Page 32                                            Summer, 1994

Last Respects

BY ALEENE SANDERS

 

It was Christmas Eve, a sad one for me. My three stalwart sons and I had braved

treacherous, ice-covered streets in a borrowed four-wheel drive to get to the funeral home in time for visitation. It was the evening before the funeral, when tradition called for family members and friends to gather around the open casket to pay last respects to the deceased. Tonight, only the four of us occupied the ornate chairs in the little foyer.

 

To the right, in the chapel, a steel-gray coffin narrowly cloistered the body of my 85-year-old uncle, the last remnant of my mother and father's generation. A small man, he now lay in pastel satin luxury he never aspired to in his lifetime. Aside from the rose blanket from the family, one other floral piece stood beside the casket - a full-flowered, obviously expensive arrangement. The attached card noted that it was from Carl Arty, a name none of us knew. We learned only that the FTD to our local florist came from a well-known shop in St. Louis.

 

"Nobody's coming, Mom," one of my sons said softly. "It's 8:30 already."

 

"Really, he'd outlived most of his generation," somebody else said. "And most people are just glad to be safe at home tonight. I think we should go home ourselves now."

 

"Well, in just a few minutes," I said reluctantly, and walked through the arched door into the chapel for a farewell look.

 

Outside, the wind whined around the cornices of the building and hurled needles of sleet against the storm windows. We were bundling ourselves into heavy wraps when the outer door flew open, ush­ering in a tall stranger on a powerful gust of biting cold air.

 

"So glad I caught some family here," he said, scattering sparkling sleet diamonds as he hung his coat on the rack just inside the door. "I've had a bad trip from St. Louis, an ill-advised one, my wife said. But I had to come. I've lost a grand old friend in Arch Bartlett's death. That man influenced my life as no other person did. I picked up a Poplar Bluff paper on a whim and there was his obituary with an old picture, looking just as he did when I knew him 30 years ago. I just had to get here tonight."

 

We gestured toward the chapel door, sensing his need to meet this moment alone. The clock was striking nine when he reappeared, carefully replacing a folded linen handkerchief in his pocket.

 

"Mr. Arty?" I ventured.

 

He cleared his throat and nodded.

"I'm Arch's niece. I took care of him. I don't remember that he ever spoke of you, though. How and when did you know him?"

 

Carl told us the touching story of the painfully timid, distressed little boy he had been 30 years ago, how finding a friend in Arch Bartlett changed his whole life.

 

"It was just mama and me, living like mice in a little old two-room house down the street from the Bartletts. I was so shy and scared that I walked around with my head hung down, afraid to talk or look anyone in the face. The other kids made fun of me, and of course there was the bully that chased me home every day, until Arch came out and took up for me one day.

 

"I just sat down on the curb and cried. Arch sat down beside me and didn't say anything. But pretty soon he picked up three little rocks and began to juggle them. I was fascinated. I actually began to look up and follow the flight and fall and interchanging arcs of those three little rocks. He asked me if I wanted to learn.

"He told me, 'You can learn how, easy. You got good hands and a good eye. And it's fun to be able to do something the other kids don't know how to do.'

 

"I had never heard that there was anything good about me, nor that I could do anything that other kids couldn't. That was the best news of my whole life! And it was right, too. Arch taught me and drilled me and added more and more items into my routine until I was really good.

 

"It wasn't long before I began to pick up rocks on the playground and work four or five of them into a pattern, and even the big kids would gather around and applaud and beg me to keep going. I liked it. And I came out of that helpless, hopeless world. Pretty soon the teacher was calling on me to exhibit at class parties, then for special entertainments and contests between classrooms.

 

"That act of kindness literally turned my life around. Arch gave me hope and confidence in myself, a skill and an edge over the other kids. When mama remarried, we moved to the city. Through school and law school I used juggling to earn extra money. Kid's birthday parties, social gatherings, a few night club gigs... you know. Truthfully, I never would have had the nerve to set my sights on law school without the self confidence I got from your uncle that year. He was my friend. He taught me to juggle."

 

Together we went back and looked again at the kindly face, serene on its satin pillow. And at the gnarled, arthritic hands that once were agile enough to teach a shy, defeated little boy a life-changing art.

 

Carl said how sorry he was that he'd never kept in touch, nor adequately thanked his mentor.

 

I said that his giving us that wonderful private anecdote to place in the repository of our memories of Arch Bartlett was thanks enough. That hearing it was a precious and poignant gift to us all. Isn't the sharing of a good memory the most welcome and sensitive gift that can be given to a family which has suffered the death of a loved one at Christmas time?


Copy out the entries that follow exactly, leaving every picture behind.

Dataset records
—————
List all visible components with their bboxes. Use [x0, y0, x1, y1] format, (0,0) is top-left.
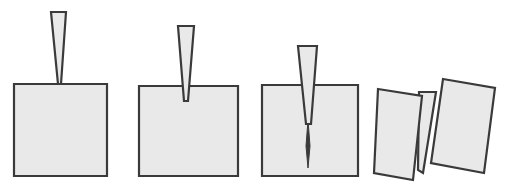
panel-3 — [262, 46, 358, 176]
diagram-canvas — [0, 0, 509, 194]
panel-4 — [374, 79, 495, 180]
wedge-splitting-diagram — [0, 0, 509, 194]
panel-4-right-fragment — [431, 79, 495, 173]
panel-4-left-fragment — [374, 89, 422, 180]
panel-1-wedge — [51, 12, 66, 84]
panel-1 — [14, 12, 107, 176]
panel-1-block — [14, 84, 107, 176]
panel-2 — [139, 26, 238, 176]
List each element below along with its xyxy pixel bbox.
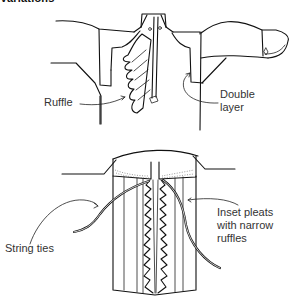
label-inset-pleats-1: Inset pleats — [217, 206, 273, 219]
label-double-layer-1: Double — [220, 88, 255, 101]
shirt-front-figure — [51, 14, 288, 130]
label-double-layer-2: layer — [220, 101, 244, 114]
garment-illustration — [0, 0, 290, 303]
label-ruffle: Ruffle — [44, 96, 73, 109]
label-inset-pleats-2: with narrow — [217, 219, 273, 232]
label-inset-pleats-3: ruffles — [217, 232, 247, 245]
label-string-ties: String ties — [5, 242, 54, 255]
inset-pleats-figure — [30, 150, 238, 295]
—————
* Answer to this task *
List all visible components with their bboxes. Use [x0, y0, x1, y1] format, (0,0) is top-left.
panel-3 — [262, 46, 358, 176]
diagram-canvas — [0, 0, 509, 194]
panel-4 — [374, 79, 495, 180]
wedge-splitting-diagram — [0, 0, 509, 194]
panel-4-right-fragment — [431, 79, 495, 173]
panel-4-left-fragment — [374, 89, 422, 180]
panel-1-wedge — [51, 12, 66, 84]
panel-1 — [14, 12, 107, 176]
panel-1-block — [14, 84, 107, 176]
panel-2 — [139, 26, 238, 176]
List each element below along with its xyxy pixel bbox.
label-inset-pleats-1: Inset pleats — [217, 206, 273, 219]
label-double-layer-1: Double — [220, 88, 255, 101]
shirt-front-figure — [51, 14, 288, 130]
label-double-layer-2: layer — [220, 101, 244, 114]
garment-illustration — [0, 0, 290, 303]
label-ruffle: Ruffle — [44, 96, 73, 109]
label-inset-pleats-2: with narrow — [217, 219, 273, 232]
label-inset-pleats-3: ruffles — [217, 232, 247, 245]
label-string-ties: String ties — [5, 242, 54, 255]
inset-pleats-figure — [30, 150, 238, 295]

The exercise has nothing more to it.